Love isn’t sex alone. They’re really separate things, although they may occur together. It’s possible to have a great deal of affection for parents and your dog without having sex enter the picture. You may love your best friend without the involvement of sex. On the other hand, it’s also possible to have sex with someone you don’t love. It’s possible to have sex with other people in a hostile, even cruel way without having any affection for them. It’s possible to have sex without love and love without sex. In most cases, though, love in some degree and sexual feelings are part of the same response to someone else. When these two things occur in combination together, it’s the blending of the two that produces one of the most profound and meaningful, satisfying and rewarding experiences human beings are capable of having.
My own belief is that being “in love” isn’t something distinct and separate from being “not in love” but is part of a scale — say from zero to a hundred.
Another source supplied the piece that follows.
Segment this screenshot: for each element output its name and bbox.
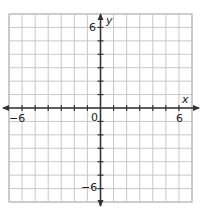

Somewhere along the lower end of the scale would be the feelings a girl has for a boy she likes and sometimes goes out with. But as she knows him better, she goes out with him more often, and she likes him even more, her feelings move upward on the scale until until she feels warm and excited just being with him, she may experience butterflies in the stomach when she sees him and finds herself thinking of him constantly, she wants to be with him as much as possible, and would rather be with him than anyone else. At that point, a girl could say positively with some confidence, “I’m in love.”
That doesn’t mean she’s reached the opposite end of the scale. There may be a distance to go, perhaps, and since love isn’t exactly a fixed and stable emotion, she may go up and down the scale for a time. A girl may still be a long way from the top of the scale, and as she continues going out with him, she’ll find her position probably changes in one direction or another.
It works out better if affection is the beginning of the relationship, with sexual feelings entering the picture later, rather than the other way around. If affection is followed by sexual feelings, a depth of emotion is far from what it was at the beginning. If it was only infatuation, or “puppy love,” it would never have gone so far. Such love comes very quickly and goes quickly, no matter how painful it may seem at the time. Sometimes it happens the first time you see a girl or a boy, but it takes a long time, if ever, for that to develop into the kind of love that’s based on trust, understanding, consideration, and open communication.
At the far end of the scale is love, real love, solid and unmistakable. It’s based on trust, understanding, consideration, and open communication, and it’s very much worth having.
A girl’s sexual feelings for a boy may not lead to intercourse, until she thinks she’s ready for it, but those feelings become important only as they reinforce her total feeling of commitment, trust, and understanding — in a word, love.